On Wed, Mar 14, 2001 at 12:50:31AM +0100, Carel Fellinger wrote:
| On Mon, Mar 12, 2001 at 06:52:42PM -0500, D-Man wrote:
| > I saw different symptons when I tried hiding the linux partitions from
| > win2k, then not unhiding them from linux.  The partition table wasn't
| > messed up at all, I just couldn't boot because the partition didn't
| > exist.  (That's what hiding does, it makes the partition SEEM to not
| > exist)
| 
| No it doesn't, it simply changes the partition type by toggling one
| bit, 0b (windows) becomes 1b (hidden windows), 83 (Linux ext) becomes
| 93 (amoebe), and reverse.  So indeed the partition table is not messed
| up, only the type fields in the partition table are mangled, but in a

Oh, ok.  I was under the impression that the hide/unhide was a
function of the BIOS.  Thanks for the explanation.
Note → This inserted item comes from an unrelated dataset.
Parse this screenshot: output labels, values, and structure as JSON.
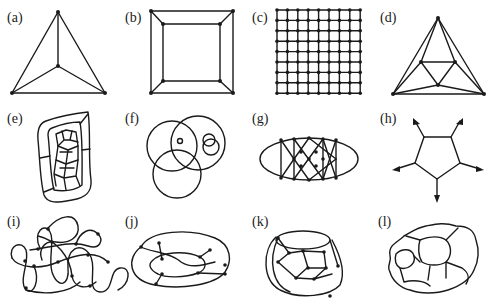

| > When I unhid the partitions it was fine.  Actually, I could still see
| > the linux partions in win2k (though the disks had weird properties and
| > didn't function, as expected).  As a result I just removed all the
| > hide/unhide commands.  
| 
| hide/unhide is only working for osses/loaders that pay attention to
| the partition type.  Linux/lilo for one, doesn't (as far as I know),
| and I don't know of win2k.  I'm surprised it did recognize linux
| partitions though.  Or did it only recognize the linux partitions if
| they were hidden?  In that case it thought it saw amoebe partitions

It recognized the partitions in the same way whether they were hidden
or not.  They showed up as E: and F:, but other than showing up in "My
Computer", they did nothing else.  I think the properties listed it as
0 bytes or something.  It wasn't quite correct, but it made sense
because windows doesn't understand ext2.

This is different than my Win98 machine at home which doesn't even
acknowledge the existence of the ext2 partitions.